The Art of Conversation

President Nathan O. Hatch

Wake Forest Commencement Service
By Nathan O. Hatch
May 21, 2012

We live in a marvelous, almost magical age of connection.  The great allure of our generation is to connect.  The total number of mobile phones in the world has gone from about 500 million at the beginning of this century to approaching 6 billion today. A study from the Pew Research Center tells us that half of American teenagers between 12 and 17 send 50 or more text messages a day, and one third send more than 100 per day. Fifty-four percent of these students said they text their friends at least once a day, but only 33 percent said they talk to their friends face to face on a daily basis.

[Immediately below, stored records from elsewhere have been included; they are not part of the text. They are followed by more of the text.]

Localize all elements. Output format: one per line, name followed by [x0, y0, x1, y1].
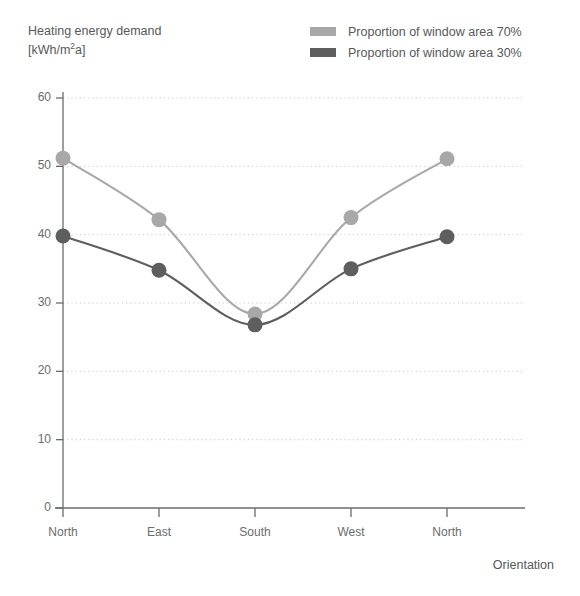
data-point-2-2	[248, 317, 263, 332]
y-axis-unit-suffix: a]	[75, 43, 85, 57]
y-tick-label-60: 60	[23, 90, 51, 104]
data-point-2-4	[440, 229, 455, 244]
y-axis-title-line1: Heating energy demand	[28, 24, 161, 38]
data-point-1-3	[344, 210, 359, 225]
x-tick-label-4: North	[407, 525, 487, 539]
legend-swatch-series-30	[310, 48, 336, 57]
data-point-2-0	[56, 229, 71, 244]
y-tick-label-40: 40	[23, 227, 51, 241]
x-tick-label-0: North	[23, 525, 103, 539]
legend-label-series-70: Proportion of window area 70%	[348, 25, 522, 39]
data-point-1-1	[152, 212, 167, 227]
data-point-1-4	[440, 151, 455, 166]
series-line-1	[63, 158, 447, 314]
y-axis-unit-prefix: [kWh/m	[28, 43, 70, 57]
y-tick-label-10: 10	[23, 432, 51, 446]
legend-item-series-30: Proportion of window area 30%	[310, 43, 570, 62]
legend-label-series-30: Proportion of window area 30%	[348, 46, 522, 60]
chart-container: Heating energy demand [kWh/m2a] Proporti…	[0, 0, 580, 596]
x-axis-title: Orientation	[493, 556, 554, 575]
x-tick-label-2: South	[215, 525, 295, 539]
legend-item-series-70: Proportion of window area 70%	[310, 22, 570, 41]
y-axis-title-line2: [kWh/m2a]	[28, 41, 161, 60]
legend: Proportion of window area 70% Proportion…	[310, 22, 570, 64]
data-point-2-3	[344, 261, 359, 276]
y-tick-label-20: 20	[23, 363, 51, 377]
plot-svg	[63, 98, 525, 508]
x-tick-label-3: West	[311, 525, 391, 539]
y-axis-title: Heating energy demand [kWh/m2a]	[28, 22, 161, 60]
y-tick-label-0: 0	[23, 500, 51, 514]
legend-swatch-series-70	[310, 27, 336, 36]
plot-area: 0102030405060NorthEastSouthWestNorth	[63, 98, 525, 508]
data-point-1-0	[56, 151, 71, 166]
y-tick-label-50: 50	[23, 158, 51, 172]
x-tick-label-1: East	[119, 525, 199, 539]
series-1	[56, 151, 455, 322]
y-tick-label-30: 30	[23, 295, 51, 309]
data-point-2-1	[152, 263, 167, 278]
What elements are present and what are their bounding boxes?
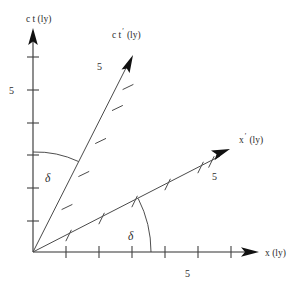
ct-prime-tick <box>112 105 123 110</box>
ct-prime-axis-line <box>33 66 127 252</box>
x-prime-label-main: x <box>239 135 244 145</box>
ct-prime-axis-group <box>33 55 133 252</box>
ct-prime-axis-tick-value: 5 <box>97 61 102 72</box>
ct-prime-label-main: c t <box>112 30 122 40</box>
ct-prime-axis-arrowhead <box>122 55 134 73</box>
delta-label-x: δ <box>128 230 134 242</box>
x-axis-tick-value: 5 <box>185 268 190 279</box>
ct-prime-tick <box>123 84 134 89</box>
x-prime-label-primemark: ′ <box>245 132 247 141</box>
ct-axis-group <box>27 28 39 252</box>
x-axis-group <box>33 246 259 258</box>
x-prime-label-unit: (ly) <box>249 135 263 146</box>
x-prime-tick <box>66 230 72 241</box>
x-prime-tick <box>99 213 105 224</box>
ct-axis-label: c t (ly) <box>26 14 51 25</box>
ct-axis-tick-value: 5 <box>9 85 14 96</box>
x-prime-tick-group <box>66 156 214 241</box>
ct-prime-axis-label: c t′(ly) <box>112 27 141 42</box>
ct-prime-tick <box>95 138 106 143</box>
x-prime-tick <box>132 196 138 207</box>
delta-label-ct: δ <box>45 172 51 184</box>
delta-arc-ct <box>33 152 79 162</box>
svg-text:x′(ly): x′(ly) <box>239 132 263 147</box>
svg-text:c t′(ly): c t′(ly) <box>112 27 141 42</box>
minkowski-diagram: c t (ly) c t′(ly) x′(ly) x (ly) 5 5 5 5 … <box>0 0 302 286</box>
spacetime-diagram-canvas: c t (ly) c t′(ly) x′(ly) x (ly) 5 5 5 5 … <box>0 0 302 286</box>
x-axis-label: x (ly) <box>265 248 286 259</box>
x-prime-tick <box>165 179 171 190</box>
ct-prime-label-unit: (ly) <box>127 30 141 41</box>
x-prime-axis-arrowhead <box>211 149 230 160</box>
ct-prime-tick <box>78 171 89 176</box>
ct-prime-label-primemark: ′ <box>122 27 124 36</box>
x-prime-axis-label: x′(ly) <box>239 132 263 147</box>
ct-prime-tick-group <box>62 84 134 209</box>
ct-prime-tick <box>62 204 73 209</box>
x-prime-axis-line <box>33 156 220 252</box>
delta-arc-x <box>138 199 151 253</box>
x-prime-axis-tick-value: 5 <box>212 171 217 182</box>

Most of us have bought into the magic of digital connection.  There is a real thrill to instant access anywhere to music, to news, to videos and television.  I use the Slingbox device to watch home television channels from a cabin in Idaho. I have my entire music library on my iPhone, and I can turn on James Taylor, U2, Willie Nelson, Norah Jones, the Blind Boys of Alabama, Bach or Beethoven anywhere, at any time.  If I have a free moment, I can email, send text messages, read the Wall Street Journal or New York Times, check football scores, or play solitaire.  I regularly download books from Kindle.

I take great pleasure in my iPhone and iPad, which, as their ad says, “provides the power to select what you hear, when you hear it, and where you hear it.”  I am in charge.  I have a million places in the palm of my hand.

These marvelous devices have allowed me to customize my life; and this spring, at the suggestion of some members of this graduating class, I have even begun tweeting.  From morning until night, I have come to live something of a plugged-in life.  This wondrous technology has clearly changed many of my daily habits—as I am sure they have yours.  The larger question is have they actually begun to change who we are and who we are becoming.

It is in this context that I want to speak to you for a minute about the art of conversation.   For a place like Wake Forest, conversation is at the heart of what we do because it combines ideas and human interaction, the intellectual and the personal.  Someone has said that a great conversation across a table is worth a month’s study of books.  The art of conversation involves engaging the mind of another; it involves listening; it requires patience.  The lives of friends and colleagues are messy and conversing with them—coming together—requires being fully present.

In this sense real conversation is a deeply moral act, an act of character, because it means that I go beyond myself to be interested in my friend or to explore the views and feelings of someone I may not understand.  Human relationships are rich but demanding.  They require caring.  In conversation we are called upon to see things from another’s point of view.  We are forced to rethink cherished assumptions.  We are not completely in charge.

There has never been more digital connection, but I fear that we are crowding out conversation.  Yogi Berra supposedly said:  “It was impossible to get a conversation going; everybody was talking too much.”  In our case, we could say that conversations are impossible because we are texting, tweeting, and friending too much.  Sherry Turkle has said that “we are tempted to think that our little “sips” of online connection add up to a big gulp of real conversation.  But they don’t.” ¹

One problem is that we are threatened by continuous partial attention. We go to a lecture or meeting and text.  We sit at meals but in a constant state of potential interruption.  Our first obligation becomes responding immediately to anyone in our network reaching out to us.  Digital connection makes it hard to focus on anything for very long—particularly the friend across the table.  One student even confessed an important new talent:  maintaining eye contact with someone while you text someone else.

There is an enticing, even intoxicating, luxury in this kind of control.  The device gives me license to tend to my own affairs anytime, anywhere. I have a ready excuse to forgo what is going on around me and retreat to my own connected world, one in which I alone am sovereign.

The danger, of course, is that we erode our capacity to listen, to empathize, and to focus on other people and other issues that do not strike our fancy.  We become less adept at the art of conversation on which genuine friendship and community depend.   We may have throngs of people who add us to their networks or follow our updates, but, when the chips are down, who really knows and cares for us, friends who will stand with us when times get tough, who know us well enough to revel in our accomplishments, and drop their plans when we are in trouble.

The art of conversation is also essential for leadership.  Nothing destroys trust faster than someone feeling they have not been heard, that a leader’s mind is so cluttered, preoccupied, or interrupted that he or she is not fully present.  Leaders have to know how to break out of the bubble of their own preoccupations and manifest real interest and empathy in others, in a community larger than themselves.

So as you leave Wake Forest, nurture the art of conversation.  Engage people around you; look them in the eye; and give them your heartfelt attention.  At least for a while, ignore the vibration or beep. Take deliberate steps to create sacred space for conversation, at meals, over coffee or tea, or ambling through the woods—when you and others can engage each other at length, in depth, and without interruption.  Such conversations will nurture your soul and enrich your life.  They will also expand your capacity to dream about the good of others, and that is the essence of pro humanitate.


[1] Sherry Turkle, “The Flight From Conversation,” New York Times, April 21, 2012; and Alone Together: Why We Expect More from Technology and Less from Each Other (New York, 2011).